A number of high-profile names were added to the European Union’s list of sanctioned individuals on Friday as part of the bloc’s fifth package of measures against Russia, no more personal to Russia’s President Vladimir V. Putin than his own daughters.
The daughters, Katerina Tikhonova and Maria Putina, who were living under an assumed name, Maria Vorontsova, were among dozens of new individuals targeted by asset freezes and travel bans by the European Union.
Mr Putin has traditionally been extremely secretive about his daughters, barely mentioning their names and giving no details about their lives publicly. At least one of the women has lived in the Netherlands in the past.
The new EU sanctions involved prominent figures close to Mr Putin, including some who have been associated with him for decades.
Among them is Herman Gref, one of the most trusted technocrats on Mr Putin’s economic policy team. He was the architect of Mr Putin’s economic reforms during his first term as president, helping to pave the way for an economic boom in Russia that ended abruptly with the global recession of 2008.
For the past 15 years, Mr. Gref, who met Mr. Putin in the 1990s in St. Petersburg, has been the director of Sberbank, Russia’s largest financial institution. Sberbank is not sanctioned by the European Union, unlike several other major banks.
Another prominent name on the new EU list is Boris Rotenberg, who can trace his relationship with Mr Putin to much earlier times.
In the 1960s, he practiced judo at the same school with the future president. After Mr. Putin’s entry into the Kremlin, Mr. Rotenberg, along with his brother Arkady, cobbled together a pipeline empire, winning lucrative contracts from Gazprom, the Russian natural gas giant.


= DESCRIPTION OF THE TASK =
Please reproduce the full set of data below exactly.
※ ※ ※
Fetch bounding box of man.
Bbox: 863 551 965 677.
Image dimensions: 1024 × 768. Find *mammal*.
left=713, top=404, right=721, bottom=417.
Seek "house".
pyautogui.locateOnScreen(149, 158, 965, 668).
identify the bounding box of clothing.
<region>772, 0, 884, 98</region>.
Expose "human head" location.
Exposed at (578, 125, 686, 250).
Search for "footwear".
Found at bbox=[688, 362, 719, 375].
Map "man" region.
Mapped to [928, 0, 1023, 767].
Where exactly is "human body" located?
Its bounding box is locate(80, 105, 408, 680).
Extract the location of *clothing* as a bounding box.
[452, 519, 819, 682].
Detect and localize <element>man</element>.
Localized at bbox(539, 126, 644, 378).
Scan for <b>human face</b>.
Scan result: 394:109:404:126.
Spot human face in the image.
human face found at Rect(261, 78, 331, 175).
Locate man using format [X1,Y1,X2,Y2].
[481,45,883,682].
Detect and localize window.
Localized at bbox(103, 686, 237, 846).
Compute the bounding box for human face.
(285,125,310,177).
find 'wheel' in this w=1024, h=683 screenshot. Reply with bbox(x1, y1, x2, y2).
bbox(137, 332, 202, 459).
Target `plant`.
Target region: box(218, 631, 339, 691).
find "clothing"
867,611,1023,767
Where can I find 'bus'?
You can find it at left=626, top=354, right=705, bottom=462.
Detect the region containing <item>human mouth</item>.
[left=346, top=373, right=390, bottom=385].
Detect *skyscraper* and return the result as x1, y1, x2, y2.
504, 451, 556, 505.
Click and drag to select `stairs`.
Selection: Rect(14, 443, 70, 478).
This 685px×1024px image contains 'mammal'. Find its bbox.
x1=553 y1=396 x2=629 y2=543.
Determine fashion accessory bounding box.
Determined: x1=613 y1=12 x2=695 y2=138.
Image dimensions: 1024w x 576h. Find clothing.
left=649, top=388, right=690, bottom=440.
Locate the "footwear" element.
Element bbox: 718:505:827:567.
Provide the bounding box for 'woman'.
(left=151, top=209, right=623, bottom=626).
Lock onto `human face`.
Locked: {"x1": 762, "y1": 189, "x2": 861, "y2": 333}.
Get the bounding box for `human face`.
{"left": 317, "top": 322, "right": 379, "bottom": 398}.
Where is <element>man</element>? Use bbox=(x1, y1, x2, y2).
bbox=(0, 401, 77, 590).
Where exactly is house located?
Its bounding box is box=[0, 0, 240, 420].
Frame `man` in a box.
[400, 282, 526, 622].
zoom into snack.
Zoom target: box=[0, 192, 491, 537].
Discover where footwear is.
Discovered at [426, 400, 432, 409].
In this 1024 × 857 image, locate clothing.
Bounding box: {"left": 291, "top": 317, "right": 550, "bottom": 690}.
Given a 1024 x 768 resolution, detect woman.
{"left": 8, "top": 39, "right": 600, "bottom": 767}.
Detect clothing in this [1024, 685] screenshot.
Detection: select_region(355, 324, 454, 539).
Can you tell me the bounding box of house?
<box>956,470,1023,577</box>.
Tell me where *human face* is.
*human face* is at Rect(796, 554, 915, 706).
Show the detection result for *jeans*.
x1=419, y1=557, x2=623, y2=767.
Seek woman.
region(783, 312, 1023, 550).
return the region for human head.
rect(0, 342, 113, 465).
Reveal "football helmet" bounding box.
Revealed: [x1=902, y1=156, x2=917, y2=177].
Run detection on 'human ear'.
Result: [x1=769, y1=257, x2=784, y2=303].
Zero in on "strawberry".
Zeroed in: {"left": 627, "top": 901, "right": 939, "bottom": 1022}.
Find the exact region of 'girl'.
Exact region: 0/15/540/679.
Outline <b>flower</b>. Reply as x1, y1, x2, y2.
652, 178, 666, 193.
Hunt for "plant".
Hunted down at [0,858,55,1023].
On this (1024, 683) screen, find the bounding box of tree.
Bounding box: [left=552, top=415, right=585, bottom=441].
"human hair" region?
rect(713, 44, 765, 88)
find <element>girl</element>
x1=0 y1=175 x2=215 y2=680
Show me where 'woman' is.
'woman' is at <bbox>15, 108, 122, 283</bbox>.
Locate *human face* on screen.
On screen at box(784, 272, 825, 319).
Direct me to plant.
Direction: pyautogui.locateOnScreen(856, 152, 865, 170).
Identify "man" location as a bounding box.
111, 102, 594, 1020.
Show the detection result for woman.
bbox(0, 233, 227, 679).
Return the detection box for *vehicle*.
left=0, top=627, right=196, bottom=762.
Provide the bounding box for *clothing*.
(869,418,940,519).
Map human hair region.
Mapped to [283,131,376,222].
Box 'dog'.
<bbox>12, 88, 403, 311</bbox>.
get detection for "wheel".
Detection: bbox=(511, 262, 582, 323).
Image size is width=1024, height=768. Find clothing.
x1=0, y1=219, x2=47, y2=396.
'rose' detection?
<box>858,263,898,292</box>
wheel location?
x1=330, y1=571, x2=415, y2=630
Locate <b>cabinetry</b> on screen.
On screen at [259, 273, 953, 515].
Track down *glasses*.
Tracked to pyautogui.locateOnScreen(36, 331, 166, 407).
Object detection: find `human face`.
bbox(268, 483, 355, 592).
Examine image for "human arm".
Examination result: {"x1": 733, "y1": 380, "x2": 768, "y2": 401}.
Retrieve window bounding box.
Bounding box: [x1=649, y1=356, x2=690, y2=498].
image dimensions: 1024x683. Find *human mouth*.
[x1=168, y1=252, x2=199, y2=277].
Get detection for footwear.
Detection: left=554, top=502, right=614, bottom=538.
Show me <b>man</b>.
※ ※ ※
= SOLUTION =
Fetch bounding box of man.
Bbox: 863 551 965 677.
Image dimensions: 1024 × 768. Find *mammal*.
left=713, top=404, right=721, bottom=417.
Seek "house".
pyautogui.locateOnScreen(149, 158, 965, 668).
identify the bounding box of clothing.
<region>772, 0, 884, 98</region>.
Expose "human head" location.
Exposed at (578, 125, 686, 250).
Search for "footwear".
Found at bbox=[688, 362, 719, 375].
Map "man" region.
Mapped to [928, 0, 1023, 767].
Where exactly is "human body" located?
Its bounding box is locate(80, 105, 408, 680).
Extract the location of *clothing* as a bounding box.
[452, 519, 819, 682].
Detect and localize <element>man</element>.
Localized at bbox(539, 126, 644, 378).
Scan for <b>human face</b>.
Scan result: 394:109:404:126.
Spot human face in the image.
human face found at Rect(261, 78, 331, 175).
Locate man using format [X1,Y1,X2,Y2].
[481,45,883,682].
Detect and localize window.
Localized at bbox(103, 686, 237, 846).
Compute the bounding box for human face.
(285,125,310,177).
find 'wheel' in this w=1024, h=683 screenshot. Reply with bbox(x1, y1, x2, y2).
bbox(137, 332, 202, 459).
Target `plant`.
Target region: box(218, 631, 339, 691).
find "clothing"
867,611,1023,767
Where can I find 'bus'?
You can find it at left=626, top=354, right=705, bottom=462.
Detect the region containing <item>human mouth</item>.
[left=346, top=373, right=390, bottom=385].
Detect *skyscraper* and return the result as x1, y1, x2, y2.
504, 451, 556, 505.
Click and drag to select `stairs`.
Selection: Rect(14, 443, 70, 478).
This 685px×1024px image contains 'mammal'. Find its bbox.
x1=553 y1=396 x2=629 y2=543.
Determine fashion accessory bounding box.
Determined: x1=613 y1=12 x2=695 y2=138.
Image dimensions: 1024w x 576h. Find clothing.
left=649, top=388, right=690, bottom=440.
Locate the "footwear" element.
Element bbox: 718:505:827:567.
Provide the bounding box for 'woman'.
(left=151, top=209, right=623, bottom=626).
Lock onto `human face`.
Locked: {"x1": 762, "y1": 189, "x2": 861, "y2": 333}.
Get the bounding box for `human face`.
{"left": 317, "top": 322, "right": 379, "bottom": 398}.
Where is <element>man</element>? Use bbox=(x1, y1, x2, y2).
bbox=(0, 401, 77, 590).
Where exactly is house located?
Its bounding box is box=[0, 0, 240, 420].
Frame `man` in a box.
[400, 282, 526, 622].
zoom into snack.
Zoom target: box=[0, 192, 491, 537].
Discover where footwear is.
Discovered at [426, 400, 432, 409].
In this 1024 × 857 image, locate clothing.
Bounding box: {"left": 291, "top": 317, "right": 550, "bottom": 690}.
Given a 1024 x 768 resolution, detect woman.
{"left": 8, "top": 39, "right": 600, "bottom": 767}.
Detect clothing in this [1024, 685] screenshot.
Detection: select_region(355, 324, 454, 539).
Can you tell me the bounding box of house?
<box>956,470,1023,577</box>.
Tell me where *human face* is.
*human face* is at Rect(796, 554, 915, 706).
Show the detection result for *jeans*.
x1=419, y1=557, x2=623, y2=767.
Seek woman.
region(783, 312, 1023, 550).
return the region for human head.
rect(0, 342, 113, 465).
Reveal "football helmet" bounding box.
Revealed: [x1=902, y1=156, x2=917, y2=177].
Run detection on 'human ear'.
Result: [x1=769, y1=257, x2=784, y2=303].
Zero in on "strawberry".
Zeroed in: {"left": 627, "top": 901, "right": 939, "bottom": 1022}.
Find the exact region of 'girl'.
Exact region: 0/15/540/679.
Outline <b>flower</b>. Reply as x1, y1, x2, y2.
652, 178, 666, 193.
Hunt for "plant".
Hunted down at [0,858,55,1023].
On this (1024, 683) screen, find the bounding box of tree.
Bounding box: [left=552, top=415, right=585, bottom=441].
"human hair" region?
rect(713, 44, 765, 88)
find <element>girl</element>
x1=0 y1=175 x2=215 y2=680
Show me where 'woman' is.
'woman' is at <bbox>15, 108, 122, 283</bbox>.
Locate *human face* on screen.
On screen at box(784, 272, 825, 319).
Direct me to plant.
Direction: pyautogui.locateOnScreen(856, 152, 865, 170).
Identify "man" location as a bounding box.
111, 102, 594, 1020.
Show the detection result for woman.
bbox(0, 233, 227, 679).
Return the detection box for *vehicle*.
left=0, top=627, right=196, bottom=762.
Provide the bounding box for *clothing*.
(869,418,940,519).
Map human hair region.
Mapped to [283,131,376,222].
Box 'dog'.
<bbox>12, 88, 403, 311</bbox>.
get detection for "wheel".
Detection: bbox=(511, 262, 582, 323).
Image size is width=1024, height=768. Find clothing.
x1=0, y1=219, x2=47, y2=396.
'rose' detection?
<box>858,263,898,292</box>
wheel location?
x1=330, y1=571, x2=415, y2=630
Locate <b>cabinetry</b> on screen.
On screen at [259, 273, 953, 515].
Track down *glasses*.
Tracked to pyautogui.locateOnScreen(36, 331, 166, 407).
Object detection: find `human face`.
bbox(268, 483, 355, 592).
Examine image for "human arm".
Examination result: {"x1": 733, "y1": 380, "x2": 768, "y2": 401}.
Retrieve window bounding box.
Bounding box: [x1=649, y1=356, x2=690, y2=498].
image dimensions: 1024x683. Find *human mouth*.
[x1=168, y1=252, x2=199, y2=277].
Get detection for footwear.
Detection: left=554, top=502, right=614, bottom=538.
Show me <b>man</b>.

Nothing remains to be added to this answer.